239 Matisse, The Piano Lesson

Dr. Beth Harris and Dr. Steven Zucker provide a description, historical perspective, and analysis of Matisses’s The Piano Lesson.

Henri Matisse, The Piano Lesson, 1916, oil paint, 8′ 0″ x 7′ 0″, (The Museum of Modern Art).

This highly abstract painting is important because of its relation to the Cubist grid developed by Pablo Picasso and Georges Braque, because of its biographical aspects, and especially due to its thoughtful iconography (symbolic content).

This large flat gray painting can be a bit confusing at first. Let’s begin with the boy in the lower right. He is the artist’s son, Pierre Matisse, who grows up to become a famous art dealer in New York in the 1940s. It’s worth remembering that 1916 was during world war one, the most devastating conflict Europe had yet known. When Henri painted this image, Pierre was actually mobilized. The painter did not know if his son would return. In a way then, this is a nostalgic image, Matisse has painted his son much younger then he actually was, perhaps recalling happier times. Maybe happy isn’t really the right word since Pierre looks pretty miserable. Maybe I’m just remembering my own childhood piano lessons, but his is a look of worried concentration. A portion of his face even seems to reflect that instrument of the devil, commonly known as a metronome. Pierre sits at the piano well off to the side, trapped in the house even as the open French window (a floor-to-ceiling hinged window that opens onto a wrought iron railing) beckons.

What is that very abstract truncated triangle of green?

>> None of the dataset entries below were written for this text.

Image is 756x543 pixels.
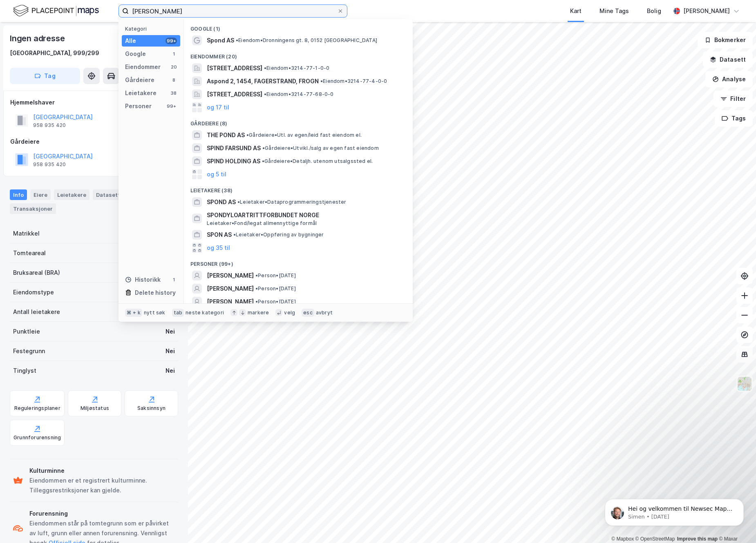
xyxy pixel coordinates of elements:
div: Gårdeiere [10,137,178,146]
div: Tinglyst [13,366,36,376]
div: esc [302,309,314,317]
button: Tags [714,110,752,127]
img: Z [736,376,752,392]
button: og 35 til [207,243,230,253]
span: [PERSON_NAME] [207,271,253,280]
div: 99+ [165,103,177,109]
span: Person • [DATE] [256,298,296,305]
div: velg [284,309,295,316]
div: Kart [570,6,581,16]
span: Person • [DATE] [256,272,296,279]
div: Grunnforurensning [14,435,61,441]
div: Leietakere [54,189,90,200]
div: Alle [125,36,136,46]
span: Gårdeiere • Utvikl./salg av egen fast eiendom [262,145,379,151]
div: Historikk [125,274,160,285]
img: logo.f888ab2527a4732fd821a326f86c7f29.svg [13,4,99,18]
div: Nei [165,327,175,336]
div: Antall leietakere [13,307,60,317]
div: Reguleringsplaner [15,405,60,411]
div: Saksinnsyn [137,405,165,411]
div: Datasett [92,189,123,200]
span: [STREET_ADDRESS] [207,63,262,73]
span: Aspond 2, 1454, FAGERSTRAND, FROGN [207,76,319,86]
button: Bokmerker [697,32,752,48]
div: Bruksareal (BRA) [13,268,60,277]
div: Ingen adresse [9,32,66,45]
span: SPONDYLOARTRITTFORBUNDET NORGE [207,210,403,220]
span: • [233,231,236,237]
div: Hjemmelshaver [10,98,178,108]
a: Improve this map [677,536,717,542]
span: • [237,199,240,205]
div: Delete history [135,288,176,298]
input: Søk på adresse, matrikkel, gårdeiere, leietakere eller personer [129,5,337,17]
span: Leietaker • Dataprogrammeringstjenester [237,199,347,205]
span: • [236,37,238,43]
div: markere [248,309,269,316]
div: Eiere [31,189,51,200]
div: Gårdeiere [125,75,154,85]
div: Eiendommer (20) [184,47,413,62]
span: [PERSON_NAME] [207,297,253,306]
span: SPON AS [207,230,232,239]
div: Google (1) [184,19,413,34]
span: SPOND AS [207,197,236,207]
span: • [262,158,264,164]
div: Eiendommer [125,62,160,72]
div: Matrikkel [13,229,39,239]
div: Leietakere [125,88,157,98]
div: Mine Tags [599,6,629,16]
div: 958 935 420 [33,162,66,168]
span: Person • [DATE] [256,285,296,292]
span: • [320,78,323,84]
div: 1 [170,277,177,283]
div: avbryt [316,309,333,316]
div: Kulturminne [29,466,175,475]
button: Filter [713,91,752,107]
div: Leietakere (38) [184,181,413,196]
span: • [262,145,264,151]
div: Info [9,189,27,200]
div: 958 935 420 [33,122,66,129]
button: Tag [9,68,80,84]
span: • [246,132,249,138]
div: Tomteareal [13,248,46,258]
span: Eiendom • 3214-77-4-0-0 [320,78,387,84]
span: Leietaker • Oppføring av bygninger [233,231,324,238]
span: • [256,285,258,291]
div: Google [125,49,146,59]
div: 8 [170,76,177,83]
a: Mapbox [611,536,634,542]
div: Personer [125,101,151,111]
div: Festegrunn [13,346,45,356]
div: Eiendomstype [13,288,54,297]
div: tab [172,309,184,317]
span: [STREET_ADDRESS] [207,90,262,99]
span: SPIND FARSUND AS [207,143,261,153]
span: Eiendom • 3214-77-68-0-0 [264,91,334,98]
span: • [264,65,267,71]
div: Nei [165,346,175,356]
div: ⌘ + k [125,309,142,317]
div: 20 [170,64,177,70]
div: Nei [165,366,175,376]
div: 1 [170,51,177,58]
div: [GEOGRAPHIC_DATA], 999/299 [9,48,99,58]
div: nytt søk [143,309,165,316]
div: 38 [170,90,177,96]
div: Personer (99+) [184,254,413,269]
div: [PERSON_NAME] [683,6,730,16]
div: Bolig [647,6,661,16]
div: Transaksjoner [9,203,56,214]
span: Leietaker • Fond/legat allmennyttige formål [207,220,317,226]
span: • [264,91,267,97]
button: og 5 til [207,170,227,179]
span: Hei og velkommen til Newsec Maps, [DEMOGRAPHIC_DATA][PERSON_NAME] det er du lurer på så er det ba... [36,24,140,63]
span: THE POND AS [207,130,245,140]
button: og 17 til [207,103,229,112]
span: Gårdeiere • Utl. av egen/leid fast eiendom el. [246,132,361,138]
span: SPIND HOLDING AS [207,156,260,166]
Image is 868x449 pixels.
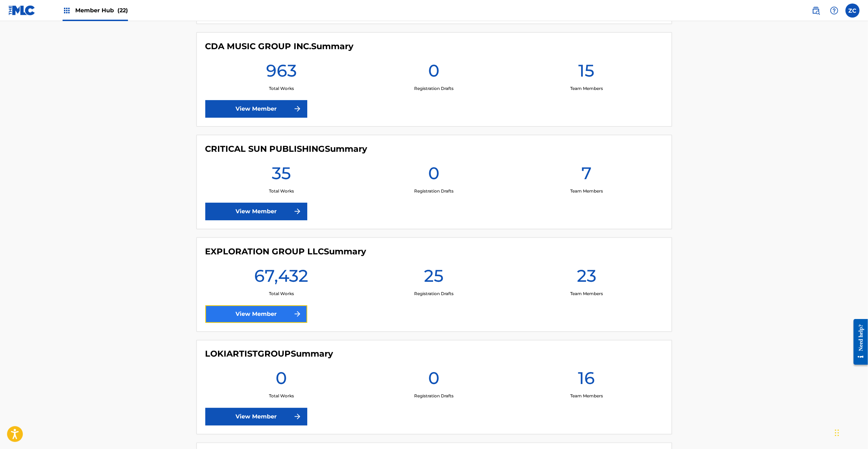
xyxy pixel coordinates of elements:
[75,6,128,14] span: Member Hub
[809,4,823,18] a: Public Search
[570,291,603,297] p: Team Members
[266,60,297,85] h1: 963
[414,188,454,194] p: Registration Drafts
[830,6,838,15] img: help
[570,393,603,399] p: Team Members
[833,415,868,449] iframe: Chat Widget
[269,291,294,297] p: Total Works
[570,188,603,194] p: Team Members
[293,207,302,216] img: f7272a7cc735f4ea7f67.svg
[581,162,592,188] h1: 7
[269,85,294,92] p: Total Works
[293,310,302,318] img: f7272a7cc735f4ea7f67.svg
[428,60,439,85] h1: 0
[846,4,860,18] div: User Menu
[254,265,308,291] h1: 67,432
[205,203,307,220] a: View Member
[205,144,367,154] h4: CRITICAL SUN PUBLISHING
[570,85,603,92] p: Team Members
[205,100,307,118] a: View Member
[63,6,71,15] img: Top Rightsholders
[428,368,439,393] h1: 0
[428,162,439,188] h1: 0
[205,305,307,323] a: View Member
[577,265,596,291] h1: 23
[205,408,307,425] a: View Member
[827,4,841,18] div: Help
[205,246,367,257] h4: EXPLORATION GROUP LLC
[578,60,594,85] h1: 15
[414,393,454,399] p: Registration Drafts
[424,265,443,291] h1: 25
[205,349,333,359] h4: LOKIARTISTGROUP
[269,393,294,399] p: Total Works
[848,314,868,370] iframe: Resource Center
[835,422,839,443] div: Drag
[205,41,354,51] h4: CDA MUSIC GROUP INC.
[414,85,454,92] p: Registration Drafts
[414,291,454,297] p: Registration Drafts
[293,105,302,113] img: f7272a7cc735f4ea7f67.svg
[276,368,287,393] h1: 0
[293,412,302,421] img: f7272a7cc735f4ea7f67.svg
[578,368,595,393] h1: 16
[272,162,291,188] h1: 35
[8,5,35,15] img: MLC Logo
[812,6,820,15] img: search
[118,7,128,14] span: (22)
[269,188,294,194] p: Total Works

Often it is interpreted as ray of sun reaching across the lawn outside. You can see why poor little Pierre is so attentive. His music teacher literally hovers above him, cold, distant, and aloof. What a wonderful contrast to the other female figure in the painting. While the teacher represents discipline through her rigid rectilinear form, the small bronze nude at the lower left (Decorative Figure, 1908) is virtually all curves. This small sculpture by Matisse is meant to represent the creative spirit while the teacher represents discipline, and like two boxers between rounds, each is in her corner. But wait! Is the teacher really there? Space is so ambiguous that it is hard to tell if there is really a distant room for her to inhabit. In fact, there is not and she is not. This is Matisse’s house in the suburb Issey-les-Moulineaux and this is a wall. The “teacher” is actually a painting by Matisse titled, Woman on a High Stool (Germaine Raynal), o/c, 1914 (MoMA).

Matisse has transformed the original painting in order that Raynal play the part of the strict instructor, Matisse often created variations on themes that he had already treated. So, in fact, Matisse has created a painting of a painting and a painting of a sculpture. This suggests that perhaps The Piano Lesson is not only about Pierre and his childhood experiences but more importantly, the act of creation itself. Is Pierre actually a stand in for Henri? After all, music is a common metaphor for the visual arts. Is Matisse then saying that art is the result of both sensual creativity (the sculpture) and strict discipline (the painting)—is the metronome that swings between the two, a mediator? And then what of the odd inclusion of the carved music stand which contains the brand of the piano, “PLEYEL” (which is read backwards as we see it)?

A young man sits at a PLEYEL piano, while an older woman stands behind and instructs him. An older man, possibly the student’s father, sits on the ground smoking and reading. The rear of the room has a large open window. Through this window, there is a fountain, with a female nude statue reclining in the center. A young child sits on a bench in front of the fountain.
Figure 1. Henri Matisse, The Music Lesson, 1917 (The Barnes Foundation, Philadelphia)

As you can see from the later and less abstract painting Music Lesson (figure 1), Matisse has removed everything that is not essential from the 1916 canvas. So why then retain these letters? And why retain the playful swirling wrought iron fence? According to Jack Flam, a leading Matisse scholar and an old instructor of mine (and by the way, not very strict nor rectilinear), Matisse wants us to read the letters from right to left and then continue to read past the music stand by jumping to the curving iron fence which he believes to be an abstract expression or visual equivalent of the music (art) that is being produced.